There is also a reader “that checks the certificates and matches the hashes, letting people know with a high degree of accuracy that the content is authentic and that it hasn’t been changed, as well as providing details about who produced it,” Microsoft explained.

Other big tech companies like Facebook have also been fighting deepfakes. Facebook, for example, launched a deepfake challenge last year to come up with technology that can detect AI-manipulated video. 

“The rise of deepfakes as another form of impersonation, deception and manipulation requires that we either have to train people to get really good at detecting threats, or we have to rely on a layer of technology to detect them,” Tim Sadler, CEO and co-founder of cybersecurity company Tessian, told Fox News. “I think the only realistic way to mitigate the risk of deepfakes at scale is through technology.”

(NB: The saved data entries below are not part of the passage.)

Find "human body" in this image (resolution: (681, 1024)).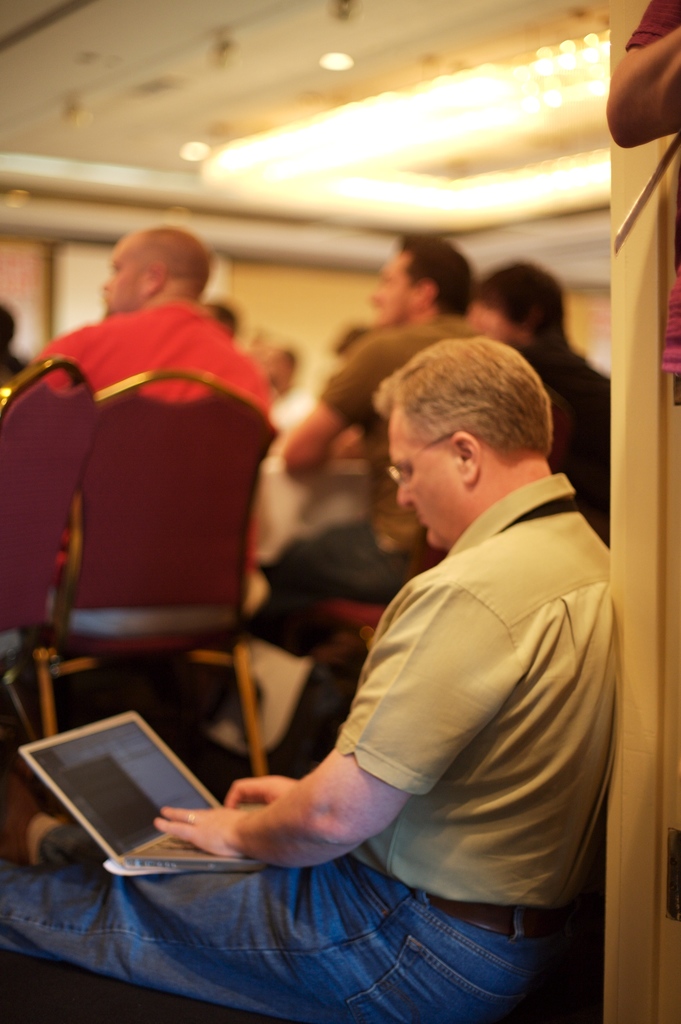
select_region(0, 333, 628, 1023).
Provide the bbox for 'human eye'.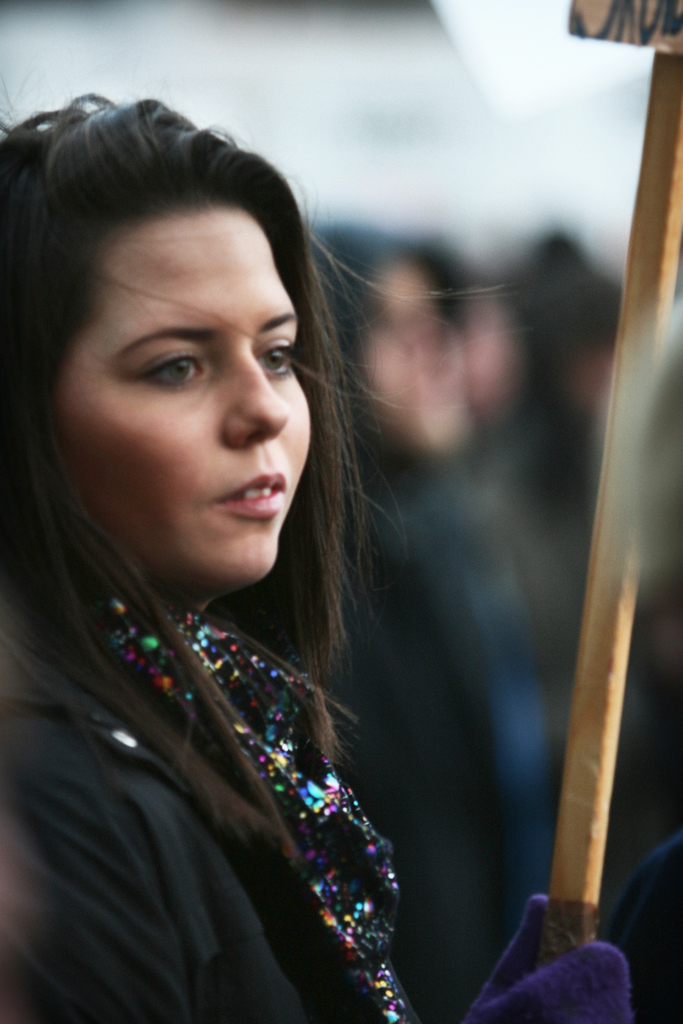
[122, 346, 216, 395].
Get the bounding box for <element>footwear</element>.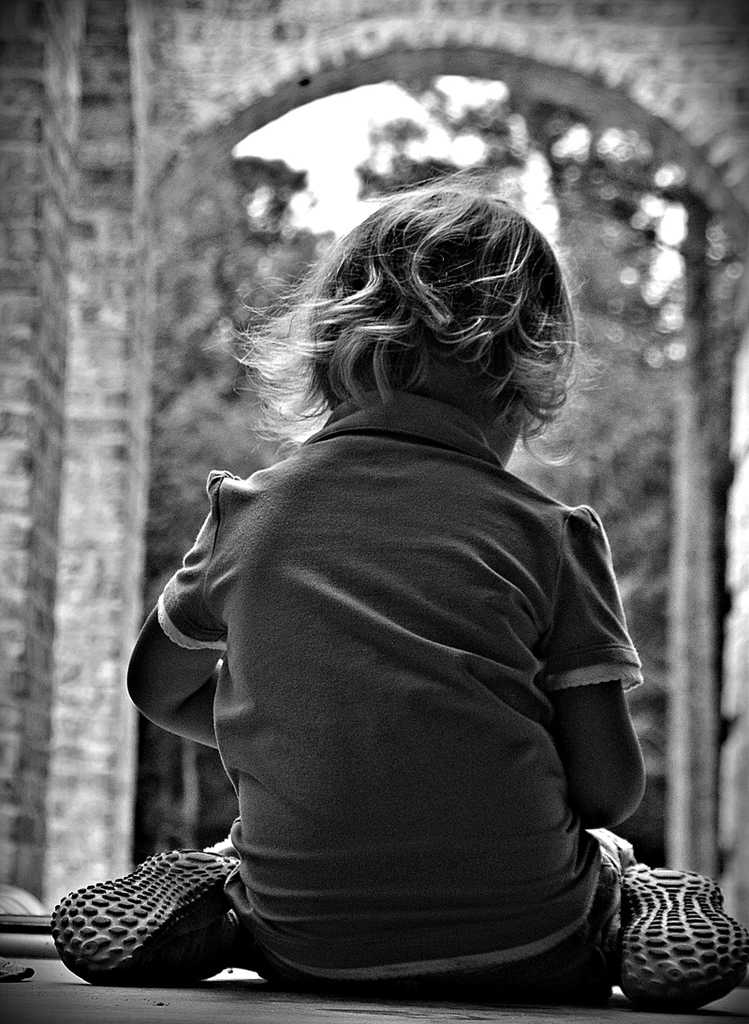
(left=615, top=848, right=748, bottom=1016).
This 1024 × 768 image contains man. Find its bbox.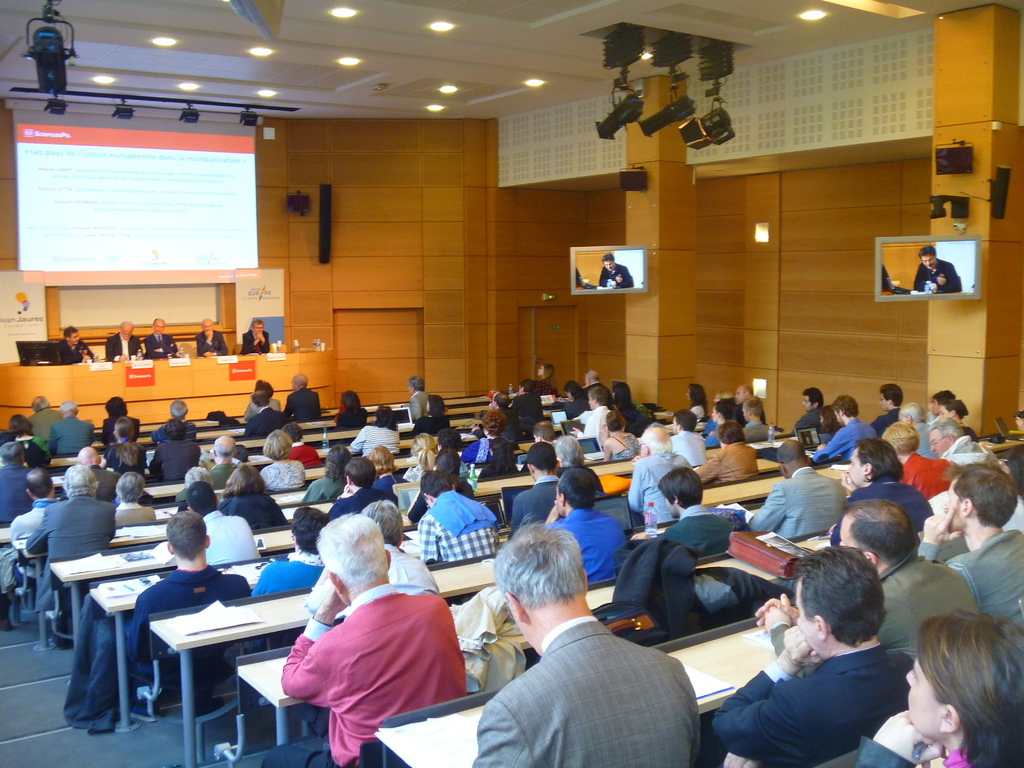
[left=509, top=380, right=547, bottom=422].
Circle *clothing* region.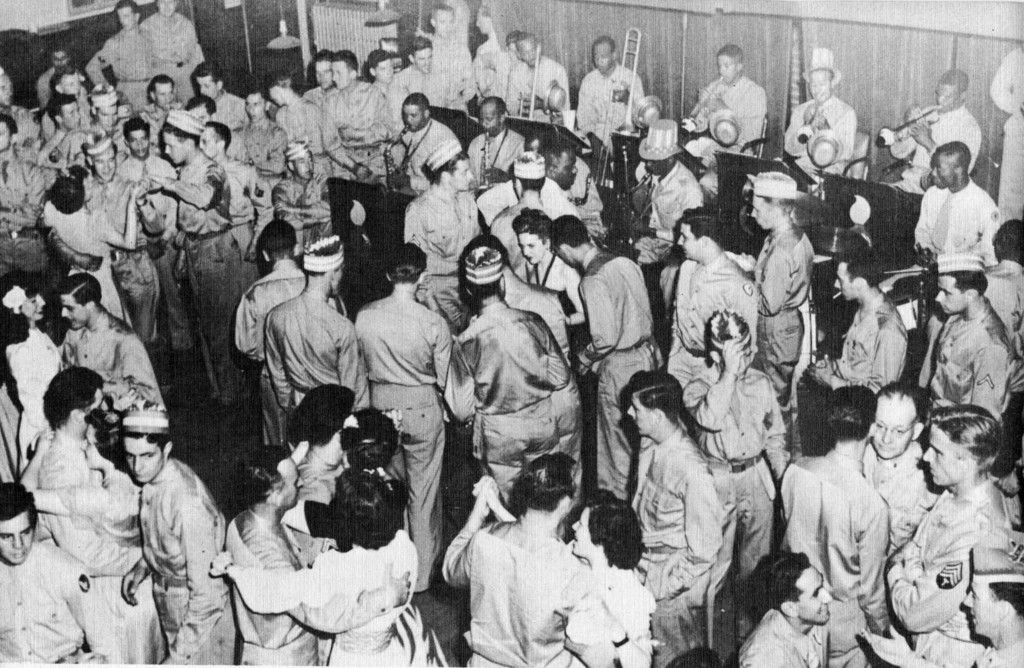
Region: <box>618,161,717,262</box>.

The added danger of deepfakes is that they’re relatively easy to make.

“Deepfakes are a complex problem because they’re easy to produce and distribute, meaning that they have the power to influence a huge audience with minimal effort – even if only 10% of the people who see them actually believe they’re real,” Sadler added.

And the bad guys will do their best to beat any tech that companies like Microsoft throw at them, said Richard Bird, chief customer information officer at Ping Identity.

“The bad guys have AI too. If a company creates a more refined algorithm to detect a deepfake, the bad guys will adjust, adapt and refine on their end," Bird told Fox News. "It is a perpetual game of cat and mouse.”